The Bruce Springsteen Song About The Uneasy Relationship He Had With His Father
When you hear the name "Bruce Springsteen," a few songs come to mind first: "Born in the U.S.A.," "Glory Days," "Born to Run," "Dancing in the Dark." Defining 1970s and '80s rock, Springsteen's biggest hits injected some joy — and a spirit of freedom — into the genre. "The best music," he once said (via The Guardian), "is essentially there to provide you something to face the world with." That's what The Boss has given us.
But he also offered a hard look at the life of the working class. He sang not just of joy and freedom but of its absence, of the relentless search for it. This is perhaps best heard on the 1978 album "Darkness on the Edge of Town." In 2020, Rolling Stone ranked this record at No. 91 on its list of the 500 Greatest Albums of All Time, writing that the "youthful exuberance" of the "Born to Run" album had been overtaken by "hard-won adult realism." The record explored how to face a harsh world and how to keep going. "Promised Land" is a centerpiece that exemplifies this. But another song was more personal.
'Death in Their Eyes'
"Factory" is as moving as it is short. Clocking in at just over two minutes but feeling like half that, the song has only three brief verses, concluding with Bruce Springsteen's peaceful humming. Its second verse speaks of Springsteen's father (via Genius): "Through the mansions of fear, through the mansions of pain / I see my daddy walking through them factory gates in the rain / Factory takes his hearing, factory gives him life / The working, the working, just the working life." Here, labor in the mill has taken a toll on his father's soul and body, the cost of earning enough to survive.
"End of the day, factory whistle cries," the final verse goes. "Men walk through these gates with death in their eyes / And you just better believe, boy / Somebody's gonna get hurt tonight / It's the working, the working, just the working life." Here, the father's story meets the son's. The stress and awfulness of working conditions infect the home, and pent-up frustration is inevitably taken out on family.
A Silent, Domineering Father
Douglas Springsteen and Bruce Springsteen had a strained relationship for most of the rocker's youth. "He loved me, but couldn't stand me," Springsteen told "CBS Sunday Morning" (per Billboard). He could be "frightening" and "domineering." According to the Chicago Tribune, when Douglas came home from that miserable factory in Freehold, New Jersey, he would drink and smoke cigarettes in silence. When he did interact with Springsteen and his siblings, Douglas could be verbally abusive. Springsteen said his father spoke fewer than 1,000 words to him as a youth (via the Daily Mail). When Bruce was 19, his parents moved to California without him. He forged a path out of New Jersey and into music.
Bruce Springsteen sang about his father at other times, too. Echoing "Factory," for instance, was the 1986 "Adam Raised a Cain" (via AP News): "My daddy worked his whole life for nothing but the pain / Now he walks these empty rooms looking for something to blame." The Boss understood and drew attention to what poverty and harsh working conditions can do to human beings and their families. "I have spent my life judging the distance between American reality and the American dream," he once said (via The Guardian). While his childhood was marred by tension between father and family, Douglas and Bruce did reconcile later on, when the latter was having children of his own. When Douglas died in 1998, Springsteen said they had "a very loving relationship" and that he would miss his father a great deal (via AP News).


TASK DIRECTIONS:
Could you repeat the records below exactly, leaving out any pictures?

Stored entries:
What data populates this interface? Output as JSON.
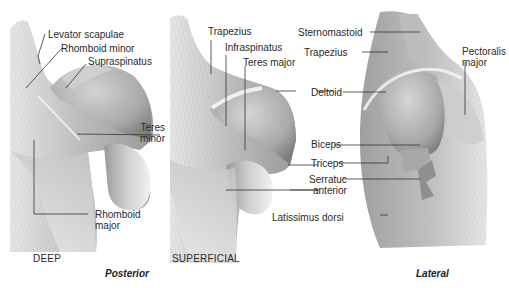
{
  "figure": {
    "panels": [
      {
        "id": "deep",
        "caption": "DEEP",
        "labels": {
          "levator_scapulae": "Levator scapulae",
          "rhomboid_minor": "Rhomboid minor",
          "supraspinatus": "Supraspinatus",
          "teres_minor_1": "Teres",
          "teres_minor_2": "minor",
          "rhomboid_major_1": "Rhomboid",
          "rhomboid_major_2": "major"
        }
      },
      {
        "id": "superficial",
        "caption": "SUPERFICIAL",
        "labels": {
          "trapezius": "Trapezius",
          "infraspinatus": "Infraspinatus",
          "teres_major": "Teres major",
          "latissimus_dorsi": "Latissimus dorsi"
        }
      },
      {
        "id": "lateral",
        "labels": {
          "sternomastoid": "Sternomastoid",
          "trapezius": "Trapezius",
          "deltoid": "Deltoid",
          "biceps": "Biceps",
          "triceps": "Triceps",
          "serratus_anterior_1": "Serratuc",
          "serratus_anterior_2": "anterior",
          "pectoralis_major_1": "Pectoralis",
          "pectoralis_major_2": "major"
        }
      }
    ],
    "section_captions": {
      "posterior": "Posterior",
      "lateral": "Lateral"
    },
    "colors": {
      "muscle_light": "#d9d9d9",
      "muscle_mid": "#b5b5b5",
      "muscle_dark": "#8c8c8c",
      "leader_line": "#333333",
      "background": "#ffffff"
    }
  }
}
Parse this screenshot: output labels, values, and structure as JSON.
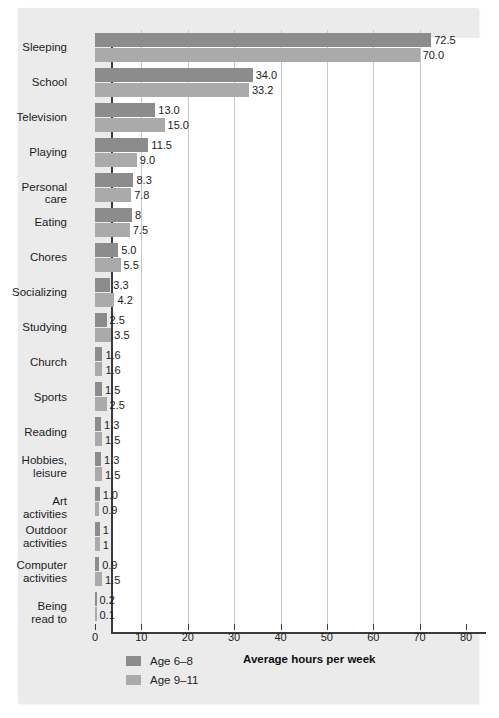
{
  "chart_data": {
    "type": "bar",
    "orientation": "horizontal",
    "title": "",
    "xlabel": "Average hours per week",
    "ylabel": "",
    "xlim": [
      0,
      80
    ],
    "xticks": [
      0,
      10,
      20,
      30,
      40,
      50,
      60,
      70,
      80
    ],
    "grid": "vertical",
    "legend_position": "bottom-left",
    "categories": [
      "Sleeping",
      "School",
      "Television",
      "Playing",
      "Personal care",
      "Eating",
      "Chores",
      "Socializing",
      "Studying",
      "Church",
      "Sports",
      "Reading",
      "Hobbies,\nleisure",
      "Art activities",
      "Outdoor\nactivities",
      "Computer\nactivities",
      "Being read to"
    ],
    "series": [
      {
        "name": "Age 6–8",
        "color": "#8c8c8c",
        "values": [
          72.5,
          34.0,
          13.0,
          11.5,
          8.3,
          8,
          5.0,
          3.3,
          2.5,
          1.6,
          1.5,
          1.3,
          1.3,
          1.0,
          1,
          0.9,
          0.2
        ],
        "labels": [
          "72.5",
          "34.0",
          "13.0",
          "11.5",
          "8.3",
          "8",
          "5.0",
          "3.3",
          "2.5",
          "1.6",
          "1.5",
          "1.3",
          "1.3",
          "1.0",
          "1",
          "0.9",
          "0.2"
        ]
      },
      {
        "name": "Age 9–11",
        "color": "#aaaaaa",
        "values": [
          70.0,
          33.2,
          15.0,
          9.0,
          7.8,
          7.5,
          5.5,
          4.2,
          3.5,
          1.6,
          2.5,
          1.5,
          1.5,
          0.9,
          1,
          1.5,
          0.1
        ],
        "labels": [
          "70.0",
          "33.2",
          "15.0",
          "9.0",
          "7.8",
          "7.5",
          "5.5",
          "4.2",
          "3.5",
          "1.6",
          "2.5",
          "1.5",
          "1.5",
          "0.9",
          "1",
          "1.5",
          "0.1"
        ]
      }
    ]
  },
  "legend": {
    "items": [
      {
        "label": "Age 6–8",
        "color": "#8c8c8c"
      },
      {
        "label": "Age 9–11",
        "color": "#aaaaaa"
      }
    ]
  },
  "axis": {
    "x_title": "Average hours per week",
    "tick_labels": [
      "0",
      "10",
      "20",
      "30",
      "40",
      "50",
      "60",
      "70",
      "80"
    ]
  },
  "colors": {
    "page_background": "#ffffff",
    "panel_background": "#ebebeb",
    "plot_background": "#ffffff",
    "gridline": "#c9c9c9",
    "axis": "#3b3b3b",
    "text": "#1c1c1c",
    "series_age_6_8": "#8c8c8c",
    "series_age_9_11": "#aaaaaa"
  }
}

WRITTEN ANSWER:
What data populates this interface? Output as JSON.
{
  "figure": {
    "panels": [
      {
        "id": "deep",
        "caption": "DEEP",
        "labels": {
          "levator_scapulae": "Levator scapulae",
          "rhomboid_minor": "Rhomboid minor",
          "supraspinatus": "Supraspinatus",
          "teres_minor_1": "Teres",
          "teres_minor_2": "minor",
          "rhomboid_major_1": "Rhomboid",
          "rhomboid_major_2": "major"
        }
      },
      {
        "id": "superficial",
        "caption": "SUPERFICIAL",
        "labels": {
          "trapezius": "Trapezius",
          "infraspinatus": "Infraspinatus",
          "teres_major": "Teres major",
          "latissimus_dorsi": "Latissimus dorsi"
        }
      },
      {
        "id": "lateral",
        "labels": {
          "sternomastoid": "Sternomastoid",
          "trapezius": "Trapezius",
          "deltoid": "Deltoid",
          "biceps": "Biceps",
          "triceps": "Triceps",
          "serratus_anterior_1": "Serratuc",
          "serratus_anterior_2": "anterior",
          "pectoralis_major_1": "Pectoralis",
          "pectoralis_major_2": "major"
        }
      }
    ],
    "section_captions": {
      "posterior": "Posterior",
      "lateral": "Lateral"
    },
    "colors": {
      "muscle_light": "#d9d9d9",
      "muscle_mid": "#b5b5b5",
      "muscle_dark": "#8c8c8c",
      "leader_line": "#333333",
      "background": "#ffffff"
    }
  }
}
Parse this screenshot: output labels, values, and structure as JSON.
{
  "chart_data": {
    "type": "bar",
    "orientation": "horizontal",
    "title": "",
    "xlabel": "Average hours per week",
    "ylabel": "",
    "xlim": [
      0,
      80
    ],
    "xticks": [
      0,
      10,
      20,
      30,
      40,
      50,
      60,
      70,
      80
    ],
    "grid": "vertical",
    "legend_position": "bottom-left",
    "categories": [
      "Sleeping",
      "School",
      "Television",
      "Playing",
      "Personal care",
      "Eating",
      "Chores",
      "Socializing",
      "Studying",
      "Church",
      "Sports",
      "Reading",
      "Hobbies,\nleisure",
      "Art activities",
      "Outdoor\nactivities",
      "Computer\nactivities",
      "Being read to"
    ],
    "series": [
      {
        "name": "Age 6–8",
        "color": "#8c8c8c",
        "values": [
          72.5,
          34.0,
          13.0,
          11.5,
          8.3,
          8,
          5.0,
          3.3,
          2.5,
          1.6,
          1.5,
          1.3,
          1.3,
          1.0,
          1,
          0.9,
          0.2
        ],
        "labels": [
          "72.5",
          "34.0",
          "13.0",
          "11.5",
          "8.3",
          "8",
          "5.0",
          "3.3",
          "2.5",
          "1.6",
          "1.5",
          "1.3",
          "1.3",
          "1.0",
          "1",
          "0.9",
          "0.2"
        ]
      },
      {
        "name": "Age 9–11",
        "color": "#aaaaaa",
        "values": [
          70.0,
          33.2,
          15.0,
          9.0,
          7.8,
          7.5,
          5.5,
          4.2,
          3.5,
          1.6,
          2.5,
          1.5,
          1.5,
          0.9,
          1,
          1.5,
          0.1
        ],
        "labels": [
          "70.0",
          "33.2",
          "15.0",
          "9.0",
          "7.8",
          "7.5",
          "5.5",
          "4.2",
          "3.5",
          "1.6",
          "2.5",
          "1.5",
          "1.5",
          "0.9",
          "1",
          "1.5",
          "0.1"
        ]
      }
    ]
  },
  "legend": {
    "items": [
      {
        "label": "Age 6–8",
        "color": "#8c8c8c"
      },
      {
        "label": "Age 9–11",
        "color": "#aaaaaa"
      }
    ]
  },
  "axis": {
    "x_title": "Average hours per week",
    "tick_labels": [
      "0",
      "10",
      "20",
      "30",
      "40",
      "50",
      "60",
      "70",
      "80"
    ]
  },
  "colors": {
    "page_background": "#ffffff",
    "panel_background": "#ebebeb",
    "plot_background": "#ffffff",
    "gridline": "#c9c9c9",
    "axis": "#3b3b3b",
    "text": "#1c1c1c",
    "series_age_6_8": "#8c8c8c",
    "series_age_9_11": "#aaaaaa"
  }
}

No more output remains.